┌─ Data for this task

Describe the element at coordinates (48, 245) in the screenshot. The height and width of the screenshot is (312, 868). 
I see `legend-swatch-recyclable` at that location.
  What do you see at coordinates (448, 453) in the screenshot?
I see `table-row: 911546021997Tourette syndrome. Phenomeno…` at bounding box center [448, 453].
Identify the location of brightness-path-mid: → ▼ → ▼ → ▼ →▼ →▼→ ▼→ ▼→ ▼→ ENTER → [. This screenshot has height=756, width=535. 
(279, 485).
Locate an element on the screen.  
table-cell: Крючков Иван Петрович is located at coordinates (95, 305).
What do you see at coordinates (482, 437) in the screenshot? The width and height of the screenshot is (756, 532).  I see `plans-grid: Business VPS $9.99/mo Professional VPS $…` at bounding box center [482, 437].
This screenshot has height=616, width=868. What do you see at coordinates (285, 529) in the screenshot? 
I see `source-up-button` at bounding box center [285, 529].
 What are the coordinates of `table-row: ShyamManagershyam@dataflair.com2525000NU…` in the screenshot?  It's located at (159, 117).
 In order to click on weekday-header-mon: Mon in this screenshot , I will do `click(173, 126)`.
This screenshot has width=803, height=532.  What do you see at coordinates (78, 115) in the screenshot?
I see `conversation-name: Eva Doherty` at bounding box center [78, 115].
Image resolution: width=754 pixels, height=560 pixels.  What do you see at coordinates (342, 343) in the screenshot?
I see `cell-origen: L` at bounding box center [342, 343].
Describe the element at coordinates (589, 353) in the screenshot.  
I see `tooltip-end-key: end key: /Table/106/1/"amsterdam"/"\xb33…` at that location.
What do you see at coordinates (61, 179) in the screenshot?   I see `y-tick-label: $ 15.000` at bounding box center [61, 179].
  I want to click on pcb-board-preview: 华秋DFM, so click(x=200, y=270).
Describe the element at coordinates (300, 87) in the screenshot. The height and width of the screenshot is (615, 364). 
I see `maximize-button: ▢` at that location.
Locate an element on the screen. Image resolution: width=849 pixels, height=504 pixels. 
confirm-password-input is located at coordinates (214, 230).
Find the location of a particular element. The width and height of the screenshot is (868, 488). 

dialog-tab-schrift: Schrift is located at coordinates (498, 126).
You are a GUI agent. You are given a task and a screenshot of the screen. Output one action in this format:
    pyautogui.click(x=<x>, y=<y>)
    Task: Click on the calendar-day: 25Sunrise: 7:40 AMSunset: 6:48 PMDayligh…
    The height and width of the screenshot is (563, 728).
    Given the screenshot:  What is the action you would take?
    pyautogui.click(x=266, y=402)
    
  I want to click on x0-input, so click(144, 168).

└─

Restate the data above word for word. Leave nothing out.

Describe the element at coordinates (48, 245) in the screenshot. The height and width of the screenshot is (312, 868). 
I see `legend-swatch-recyclable` at that location.
  What do you see at coordinates (448, 453) in the screenshot?
I see `table-row: 911546021997Tourette syndrome. Phenomeno…` at bounding box center [448, 453].
Identify the location of brightness-path-mid: → ▼ → ▼ → ▼ →▼ →▼→ ▼→ ▼→ ▼→ ENTER → [. This screenshot has height=756, width=535. 
(279, 485).
Locate an element on the screen.  
table-cell: Крючков Иван Петрович is located at coordinates (95, 305).
What do you see at coordinates (482, 437) in the screenshot? The width and height of the screenshot is (756, 532).  I see `plans-grid: Business VPS $9.99/mo Professional VPS $…` at bounding box center [482, 437].
This screenshot has height=616, width=868. What do you see at coordinates (285, 529) in the screenshot? 
I see `source-up-button` at bounding box center [285, 529].
 What are the coordinates of `table-row: ShyamManagershyam@dataflair.com2525000NU…` in the screenshot?  It's located at (159, 117).
 In order to click on weekday-header-mon: Mon in this screenshot , I will do `click(173, 126)`.
This screenshot has width=803, height=532.  What do you see at coordinates (78, 115) in the screenshot?
I see `conversation-name: Eva Doherty` at bounding box center [78, 115].
Image resolution: width=754 pixels, height=560 pixels.  What do you see at coordinates (342, 343) in the screenshot?
I see `cell-origen: L` at bounding box center [342, 343].
Describe the element at coordinates (589, 353) in the screenshot.  
I see `tooltip-end-key: end key: /Table/106/1/"amsterdam"/"\xb33…` at that location.
What do you see at coordinates (61, 179) in the screenshot?   I see `y-tick-label: $ 15.000` at bounding box center [61, 179].
  I want to click on pcb-board-preview: 华秋DFM, so click(x=200, y=270).
Describe the element at coordinates (300, 87) in the screenshot. The height and width of the screenshot is (615, 364). 
I see `maximize-button: ▢` at that location.
Locate an element on the screen. Image resolution: width=849 pixels, height=504 pixels. 
confirm-password-input is located at coordinates (214, 230).
Find the location of a particular element. The width and height of the screenshot is (868, 488). 

dialog-tab-schrift: Schrift is located at coordinates (498, 126).
You are a GUI agent. You are given a task and a screenshot of the screen. Output one action in this format:
    pyautogui.click(x=<x>, y=<y>)
    Task: Click on the calendar-day: 25Sunrise: 7:40 AMSunset: 6:48 PMDayligh…
    The height and width of the screenshot is (563, 728).
    Given the screenshot:  What is the action you would take?
    pyautogui.click(x=266, y=402)
    
  I want to click on x0-input, so click(144, 168).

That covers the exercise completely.